Hagen would have been amused by Joe’s spelling all this out-he definitely wasn’t a connected guy of any sort-except for the enormity of the scheme he was suggesting. Killing a lowly beat cop was against the rules of their tradition, Hagen thought. How in the hell were they going to get away with assassinating the leader of another country?

And contrary to what the public and FBI and apparently the CIA seemed to think, killings happened for some reason-self-preservation, revenge-not for a fee.

But wasn’t it revenge? Men had died for stealing a hundred bucks from a Corleone shylock. When the Cuban government had taken over or closed down their casinos-how had that been any different from stealing millions?

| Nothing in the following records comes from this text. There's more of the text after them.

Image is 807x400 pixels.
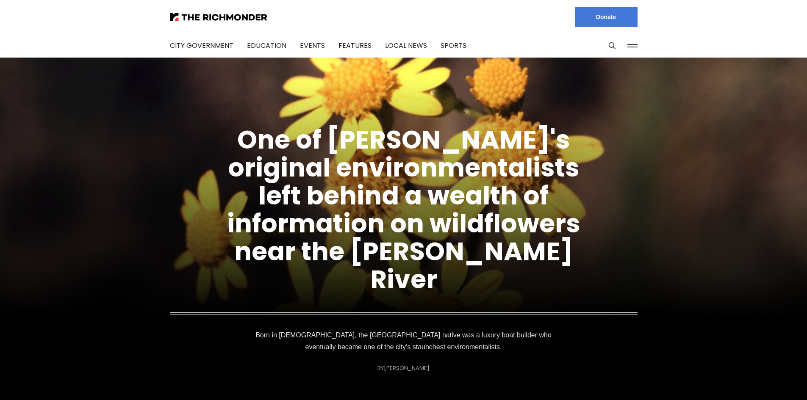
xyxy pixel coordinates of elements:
[247,41,286,50] a: Education
[575,7,638,27] a: Donate
[339,41,372,50] a: Features
[606,39,619,52] button: Search this site
[385,41,427,50] a: Local News
[227,122,581,297] a: One of [PERSON_NAME]'s original environmentalists left behind a wealth of information on wildflow...
[253,330,555,353] p: Born in [DEMOGRAPHIC_DATA], the [GEOGRAPHIC_DATA] native was a luxury boat builder who eventually...
[170,13,267,21] img: The Richmonder
[441,41,467,50] a: Sports
[170,41,233,50] a: City Government
[300,41,325,50] a: Events
[736,359,807,400] iframe: portal-trigger
[378,365,430,372] div: By
[384,364,430,372] a: [PERSON_NAME]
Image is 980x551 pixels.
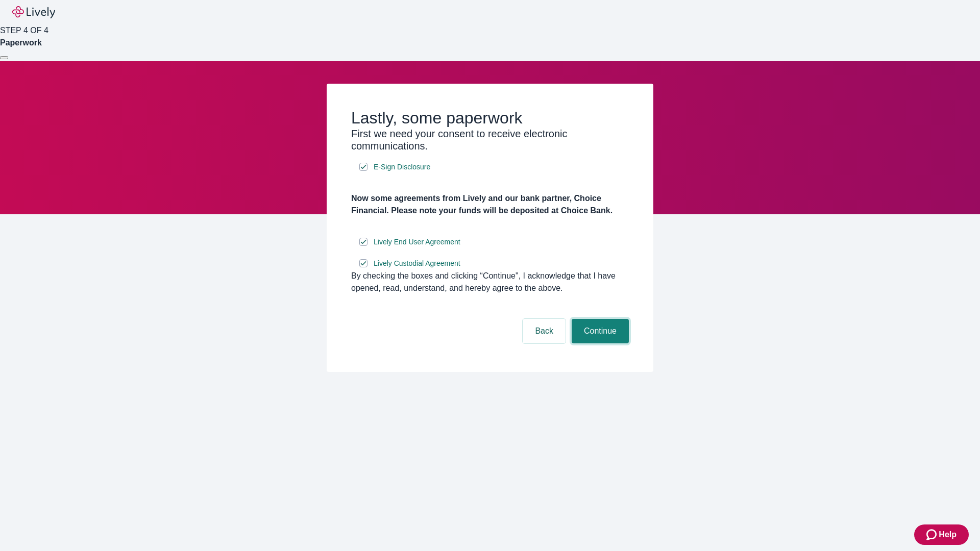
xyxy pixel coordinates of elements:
button: Continue [572,319,629,343]
span: E-Sign Disclosure [374,161,431,172]
span: Help [939,528,957,541]
a: e-sign disclosure document [372,161,432,174]
span: Lively Custodial Agreement [374,258,461,269]
img: Lively [12,6,55,18]
a: e-sign disclosure document [372,257,463,270]
button: Zendesk support iconHelp [915,524,969,544]
div: By checking the boxes and clicking “Continue", I acknowledge that I have opened, read, understand... [351,270,629,294]
svg: Zendesk support icon [927,528,939,541]
h2: Lastly, some paperwork [351,108,629,127]
h4: Now some agreements from Lively and our bank partner, Choice Financial. Please note your funds wi... [351,193,629,217]
h3: First we need your consent to receive electronic communications. [351,127,629,152]
button: Back [523,319,565,343]
span: Lively End User Agreement [374,237,461,247]
a: e-sign disclosure document [372,236,463,249]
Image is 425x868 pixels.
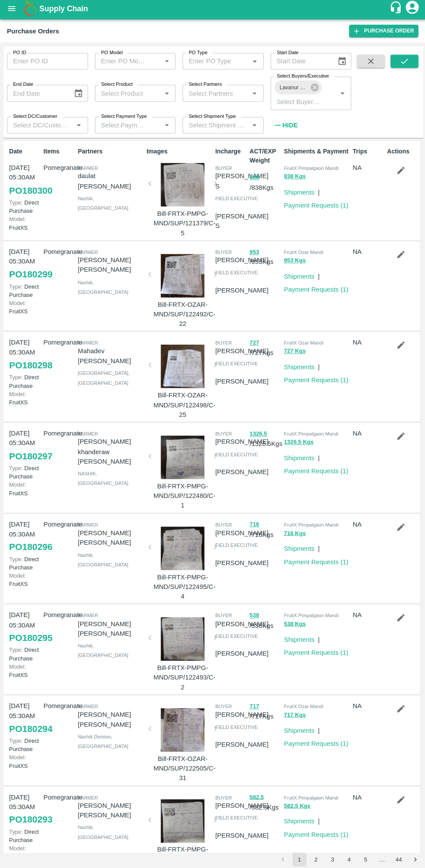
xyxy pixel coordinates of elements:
a: Shipments [283,816,313,823]
p: Bill-FRTX-PMPG-MND/SUP/122493/C-2 [153,663,211,691]
p: NA [351,791,382,801]
div: Lavanur Naga Sivananda Reddy [274,83,321,97]
nav: pagination navigation [274,851,422,865]
p: Direct Purchase [9,645,40,662]
img: logo [22,2,39,19]
span: Model: [9,572,26,578]
p: [PERSON_NAME] [214,377,267,387]
span: Farmer [77,522,97,527]
span: buyer [214,794,231,799]
label: PO Model [100,51,122,58]
button: 582.5 [249,791,263,801]
p: [PERSON_NAME] [214,558,267,568]
p: FruitXS [9,481,40,497]
input: Select Buyers/Executive [272,97,322,109]
div: | [313,812,318,825]
a: Shipments [283,545,313,552]
a: PO180298 [9,358,52,374]
input: Select Product [97,90,158,100]
p: Direct Purchase [9,826,40,843]
span: FruitX Pimpalgaon Mandi [283,794,337,799]
p: Pomegranate [43,164,74,175]
label: End Date [13,83,33,90]
div: | [313,270,318,282]
p: [PERSON_NAME] [214,799,267,809]
span: Farmer [77,704,97,708]
span: buyer [214,704,231,708]
p: [PERSON_NAME] [214,829,267,839]
span: FruitX Ozar Mandi [283,251,322,256]
button: Open [73,121,84,133]
button: 727 Kgs [283,348,304,358]
div: | [313,540,318,553]
span: buyer [214,341,231,347]
button: 717 Kgs [283,709,304,719]
p: FruitXS [9,571,40,588]
p: NA [351,700,382,710]
span: field executive [214,542,257,548]
button: 1326.5 Kgs [283,438,312,448]
button: Open [161,121,172,133]
p: ACT/EXP Weight [249,149,280,167]
button: Go to page 44 [390,851,404,865]
p: [PERSON_NAME] [214,528,267,537]
span: buyer [214,522,231,527]
span: field executive [214,271,257,276]
p: Actions [385,149,416,158]
span: Lavanur Naga Sivananda Reddy [274,85,311,94]
span: Farmer [77,341,97,347]
p: / 953 Kgs [249,249,280,268]
p: Pomegranate [43,520,74,529]
a: Payment Requests (1) [283,203,347,210]
span: field executive [214,452,257,457]
p: NA [351,429,382,439]
span: Model: [9,663,26,670]
p: Direct Purchase [9,736,40,752]
button: open drawer [2,1,22,21]
p: Mahadev [PERSON_NAME] [77,348,143,367]
span: field executive [214,361,257,367]
a: PO180297 [9,449,52,464]
p: FruitXS [9,300,40,317]
span: Type: [9,201,22,207]
a: Payment Requests (1) [283,739,347,746]
a: Purchase Order [348,27,416,39]
p: / 1326.5 Kgs [249,429,280,449]
a: Shipments [283,726,313,733]
button: page 1 [291,851,305,865]
div: account of current user [403,2,418,20]
p: Bill-FRTX-PMPG-MND/SUP/122480/C-1 [153,482,211,510]
p: [DATE] 05:30AM [9,164,40,185]
p: / 727 Kgs [249,338,280,358]
div: | [313,721,318,734]
button: Open [248,90,259,101]
a: PO180296 [9,539,52,554]
p: [PERSON_NAME] S [214,173,267,192]
p: NA [351,164,382,175]
span: Nashik , [GEOGRAPHIC_DATA] [77,197,128,212]
a: PO180300 [9,185,52,200]
p: [DATE] 05:30AM [9,791,40,811]
a: Payment Requests (1) [283,649,347,656]
button: Open [161,90,172,101]
button: Go to page 4 [341,851,355,865]
a: Supply Chain [39,5,387,17]
span: Nashik , [GEOGRAPHIC_DATA] [77,643,128,657]
label: Select Buyers/Executive [275,75,328,82]
span: FruitX Pimpalgaon Mandi [283,522,337,527]
p: FruitXS [9,843,40,860]
button: Open [248,58,259,69]
p: [DATE] 05:30AM [9,610,40,629]
p: Pomegranate [43,249,74,258]
p: [PERSON_NAME] [214,256,267,266]
button: Go to next page [406,851,420,865]
p: [PERSON_NAME] [PERSON_NAME] [77,619,143,638]
span: Nashik , [GEOGRAPHIC_DATA] [77,552,128,567]
span: Type: [9,284,22,291]
a: Payment Requests (1) [283,468,347,475]
p: Pomegranate [43,610,74,619]
p: [PERSON_NAME] [214,619,267,628]
span: Type: [9,375,22,381]
span: field executive [214,724,257,729]
span: Model: [9,843,26,850]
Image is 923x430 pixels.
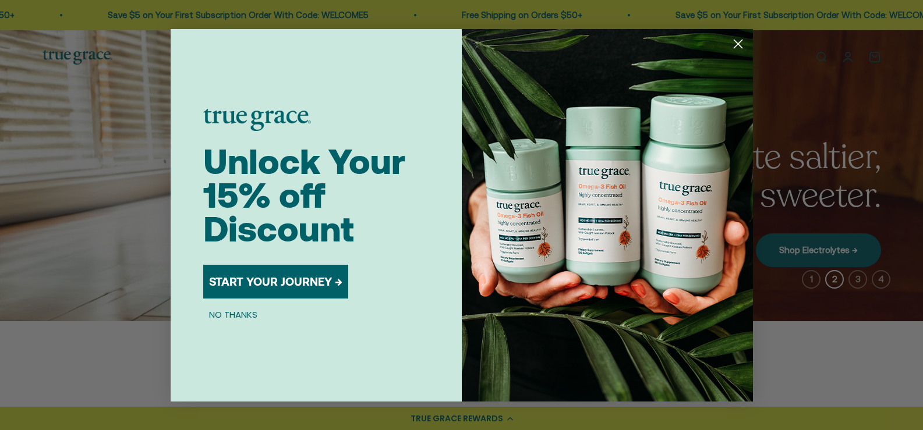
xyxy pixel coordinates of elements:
button: START YOUR JOURNEY → [203,265,348,299]
img: 098727d5-50f8-4f9b-9554-844bb8da1403.jpeg [462,29,753,402]
button: NO THANKS [203,308,263,322]
span: Unlock Your 15% off Discount [203,141,405,249]
button: Close dialog [728,34,748,54]
img: logo placeholder [203,109,311,131]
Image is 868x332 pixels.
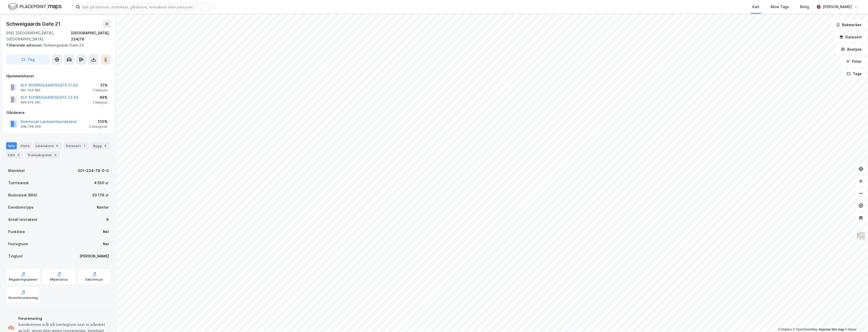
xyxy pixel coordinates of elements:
[6,42,107,48] div: Schweigaards Gate 23
[8,167,25,174] div: Matrikkel
[106,217,109,223] div: 9
[20,124,41,129] div: 938 708 606
[16,152,21,157] div: 5
[841,57,866,67] button: Filter
[103,241,109,247] div: Nei
[33,142,62,149] div: Leietakere
[93,82,107,88] div: 51%
[8,253,23,259] div: Tinglyst
[800,4,809,10] div: Bolig
[778,327,792,331] a: Mapbox
[8,180,28,186] div: Tomteareal
[50,278,68,282] div: Miljøstatus
[6,152,23,158] div: ESG
[842,68,866,79] button: Tags
[20,101,41,105] div: 996 974 391
[8,204,33,210] div: Eiendomstype
[836,44,866,54] button: Analyse
[93,101,107,105] div: 1 Seksjon
[89,124,107,129] div: 2 Seksjoner
[64,142,89,149] div: Datasett
[93,88,107,92] div: 1 Seksjon
[8,228,25,235] div: Punktleie
[103,228,109,235] div: Nei
[80,3,216,11] input: Søk på adresse, matrikkel, gårdeiere, leietakere eller personer
[819,327,844,331] a: Improve this map
[8,241,28,247] div: Festegrunn
[103,143,108,148] div: 3
[770,4,789,10] div: Mine Tags
[89,119,107,124] div: 100%
[6,43,44,48] span: Tilhørende adresser:
[6,54,50,64] button: Tag
[91,142,110,149] div: Bygg
[6,73,111,79] div: Hjemmelshaver
[82,143,87,148] div: 1
[9,278,38,282] div: Reguleringsplaner
[93,94,107,101] div: 49%
[6,30,71,42] div: 0191, [GEOGRAPHIC_DATA], [GEOGRAPHIC_DATA]
[77,167,109,174] div: 301-234-78-0-0
[6,20,62,28] div: Schweigaards Gate 21
[85,278,103,282] div: Saksinnsyn
[19,142,32,149] div: Eiere
[80,253,109,259] div: [PERSON_NAME]
[55,143,60,148] div: 9
[856,231,866,241] img: Z
[835,32,866,42] button: Datasett
[6,110,111,116] div: Gårdeiere
[18,316,109,322] div: Forurensning
[53,152,58,157] div: 6
[752,4,760,10] div: Kart
[94,180,109,186] div: 4 550 ㎡
[843,308,868,332] iframe: Chat Widget
[71,30,111,42] div: [GEOGRAPHIC_DATA], 234/78
[97,204,109,210] div: Kontor
[8,296,38,300] div: Grunnforurensning
[20,88,41,92] div: 891 704 682
[92,192,109,198] div: 30 178 ㎡
[831,20,866,30] button: Bokmerker
[8,192,37,198] div: Bruksareal (BRA)
[25,152,60,158] div: Transaksjoner
[6,142,17,149] div: Info
[823,4,852,10] div: [PERSON_NAME]
[793,327,818,331] a: OpenStreetMap
[8,2,62,11] img: logo.f888ab2527a4732fd821a326f86c7f29.svg
[8,217,37,223] div: Antall leietakere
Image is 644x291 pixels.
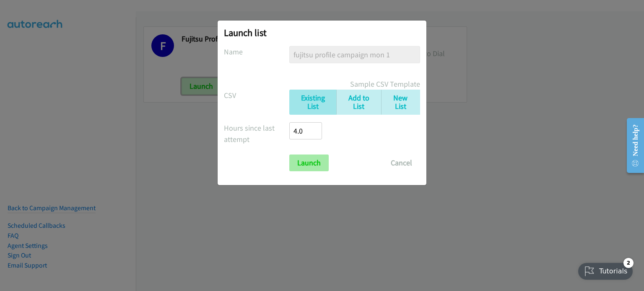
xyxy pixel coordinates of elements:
h2: Launch list [224,27,420,38]
label: CSV [224,90,289,101]
label: Hours since last attempt [224,123,289,145]
label: Name [224,46,289,57]
input: Launch [289,155,329,172]
iframe: Checklist [573,255,638,285]
a: Existing List [289,90,336,115]
a: Add to List [336,90,381,115]
button: Cancel [383,155,420,172]
iframe: Resource Center [620,113,644,179]
a: Sample CSV Template [350,79,420,90]
a: New List [381,90,420,115]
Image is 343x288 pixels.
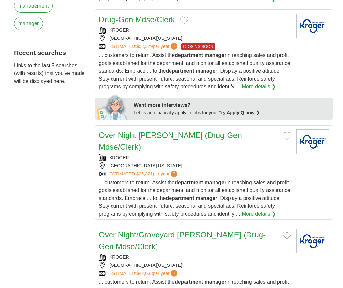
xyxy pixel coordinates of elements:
span: ? [171,270,177,276]
a: More details ❯ [241,210,276,218]
strong: manager [195,195,217,201]
a: Over Night [PERSON_NAME] (Drug-Gen Mdse/Clerk) [99,131,242,151]
div: [GEOGRAPHIC_DATA][US_STATE] [99,162,291,169]
button: Add to favorite jobs [282,132,291,140]
img: Kroger logo [296,14,329,38]
strong: manager [205,179,226,185]
a: ESTIMATED:$42,033per year? [109,270,178,276]
button: Add to favorite jobs [180,16,188,24]
strong: manager [205,279,226,284]
strong: department [175,179,203,185]
div: [GEOGRAPHIC_DATA][US_STATE] [99,35,291,42]
img: apply-iq-scientist.png [97,94,129,120]
strong: manager [195,68,217,74]
a: KROGER [109,155,129,160]
div: Want more interviews? [134,101,329,109]
strong: department [175,52,203,58]
strong: department [175,279,203,284]
a: KROGER [109,27,129,33]
span: ... customers to return. Assist the in reaching sales and profit goals established for the depart... [99,52,290,89]
a: Drug-Gen Mdse/Clerk [99,15,175,24]
img: Kroger logo [296,229,329,253]
button: Add to favorite jobs [282,231,291,239]
strong: manager [205,52,226,58]
span: CLOSING SOON [181,43,215,50]
span: ? [171,43,177,50]
span: $42,033 [136,270,153,276]
p: Links to the last 5 searches (with results) that you've made will be displayed here. [14,62,85,85]
strong: department [165,68,194,74]
div: [GEOGRAPHIC_DATA][US_STATE] [99,262,291,268]
a: More details ❯ [241,83,276,91]
a: Try ApplyIQ now ❯ [219,110,260,115]
img: Kroger logo [296,129,329,154]
span: $35,321 [136,171,153,176]
h2: Recent searches [14,48,85,58]
span: ... customers to return. Assist the in reaching sales and profit goals established for the depart... [99,179,290,216]
a: Over Night/Graveyard [PERSON_NAME] (Drug-Gen Mdse/Clerk) [99,230,265,250]
span: $58,379 [136,44,153,49]
div: Let us automatically apply to jobs for you. [134,109,329,116]
a: manager [14,17,43,30]
strong: department [165,195,194,201]
a: ESTIMATED:$58,379per year? [109,43,178,50]
a: ESTIMATED:$35,321per year? [109,170,178,177]
span: ? [171,170,177,177]
a: KROGER [109,254,129,259]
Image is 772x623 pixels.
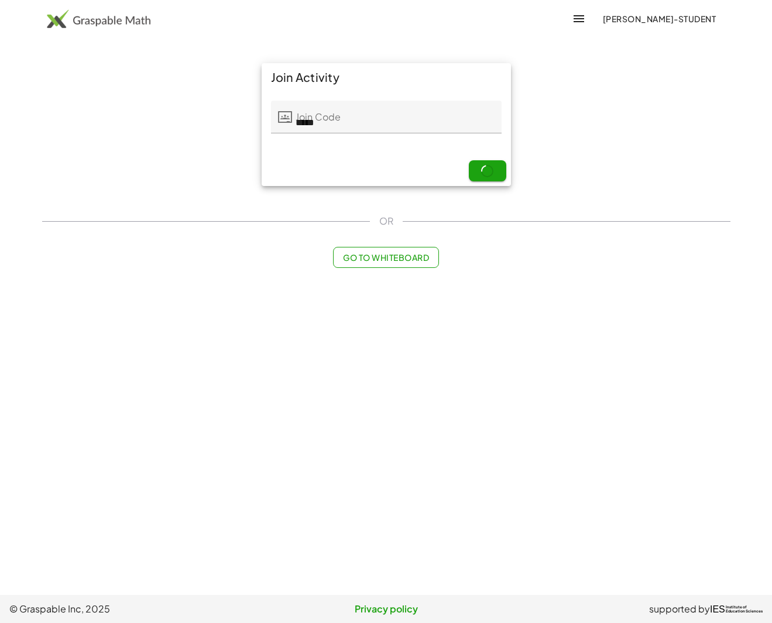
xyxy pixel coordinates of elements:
span: Institute of Education Sciences [726,606,762,614]
span: OR [379,214,393,228]
div: Join Activity [262,63,511,91]
span: IES [710,604,725,615]
a: Privacy policy [260,602,511,616]
button: Go to Whiteboard [333,247,439,268]
span: © Graspable Inc, 2025 [9,602,260,616]
span: Go to Whiteboard [343,252,429,263]
span: supported by [649,602,710,616]
a: IESInstitute ofEducation Sciences [710,602,762,616]
span: [PERSON_NAME]-Student [602,13,716,24]
button: [PERSON_NAME]-Student [593,8,725,29]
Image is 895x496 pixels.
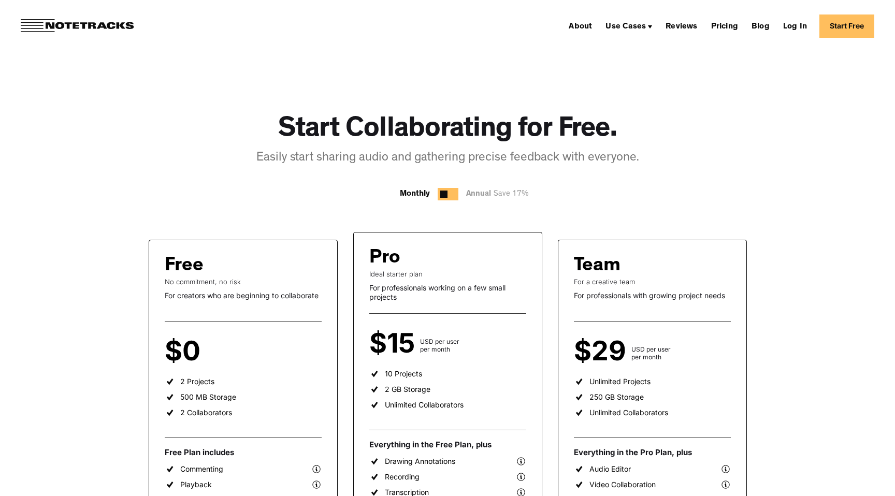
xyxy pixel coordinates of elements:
[605,23,646,31] div: Use Cases
[747,18,773,34] a: Blog
[369,283,526,301] div: For professionals working on a few small projects
[420,338,459,353] div: USD per user per month
[180,408,232,417] div: 2 Collaborators
[819,14,874,38] a: Start Free
[574,447,731,458] div: Everything in the Pro Plan, plus
[661,18,701,34] a: Reviews
[369,334,420,353] div: $15
[779,18,811,34] a: Log In
[278,114,617,148] h1: Start Collaborating for Free.
[369,248,400,270] div: Pro
[180,377,214,386] div: 2 Projects
[491,191,529,198] span: Save 17%
[385,457,455,466] div: Drawing Annotations
[369,440,526,450] div: Everything in the Free Plan, plus
[165,447,322,458] div: Free Plan includes
[385,369,422,378] div: 10 Projects
[180,464,223,474] div: Commenting
[369,270,526,278] div: Ideal starter plan
[589,480,655,489] div: Video Collaboration
[564,18,596,34] a: About
[589,377,650,386] div: Unlimited Projects
[385,385,430,394] div: 2 GB Storage
[574,277,731,286] div: For a creative team
[589,392,644,402] div: 250 GB Storage
[466,188,534,201] div: Annual
[589,464,631,474] div: Audio Editor
[400,188,430,200] div: Monthly
[180,480,212,489] div: Playback
[707,18,742,34] a: Pricing
[206,345,236,361] div: per user per month
[385,472,419,481] div: Recording
[256,150,639,167] div: Easily start sharing audio and gathering precise feedback with everyone.
[165,277,322,286] div: No commitment, no risk
[385,400,463,410] div: Unlimited Collaborators
[574,342,631,361] div: $29
[631,345,670,361] div: USD per user per month
[165,342,206,361] div: $0
[165,291,322,300] div: For creators who are beginning to collaborate
[165,256,203,277] div: Free
[180,392,236,402] div: 500 MB Storage
[574,291,731,300] div: For professionals with growing project needs
[601,18,656,34] div: Use Cases
[589,408,668,417] div: Unlimited Collaborators
[574,256,620,277] div: Team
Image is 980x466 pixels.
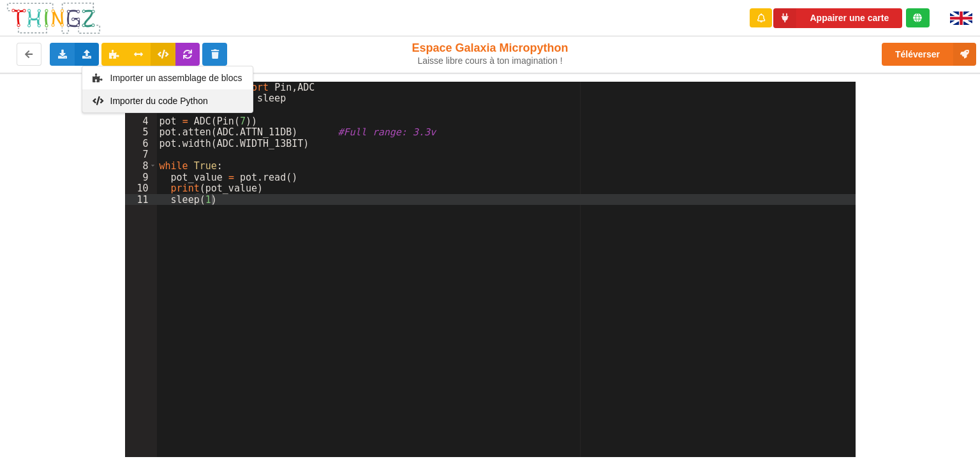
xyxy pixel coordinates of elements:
[125,172,157,183] div: 9
[125,127,157,138] div: 5
[906,9,929,28] div: Tu es connecté au serveur de création de Thingz
[406,41,574,67] div: Espace Galaxia Micropython
[125,149,157,160] div: 7
[950,11,972,25] img: gb.png
[125,138,157,150] div: 6
[110,96,207,106] span: Importer du code Python
[125,183,157,194] div: 10
[82,90,253,112] div: Importer un fichier Python
[125,194,157,206] div: 11
[125,160,157,172] div: 8
[125,115,157,127] div: 4
[82,67,253,90] div: Importer un assemblage de blocs en utilisant un fichier au format .blockly
[110,73,242,83] span: Importer un assemblage de blocs
[881,43,976,66] button: Téléverser
[6,1,101,35] img: thingz_logo.png
[406,55,574,67] div: Laisse libre cours à ton imagination !
[773,9,902,28] button: Appairer une carte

And what exactly were the rules that governed a retired Don?

In a spectacular combination shot, Michael Corleone sank the four in the side pocket. The six rolled after the five like a man trying to apologize to an angry lover, and they disappeared into the corner pocket together.

“Wow,” Joe said. “Now I’ve seen everything.”

Just then, there was a knock at the door.

“We expecting someone?” Hagen said.

“He’s late,” Joe said, though it was Michael who went to get the door. “My apologies. As perhaps you know, he’s nearly always late.”

It was Ambassador M. Corbett Shea.

“Sorry, gents,” he said. The Secret Service men stayed in the hall, which meant they’d been allowed to search the room earlier. “I had some business with my sons. So can I tell the president and the attorney general we have a deal? Or do you have questions you’d like me to pass on? How’d you put it, Mr. Cahn-sig-lee-airy? Anything the president needs, consider it done?”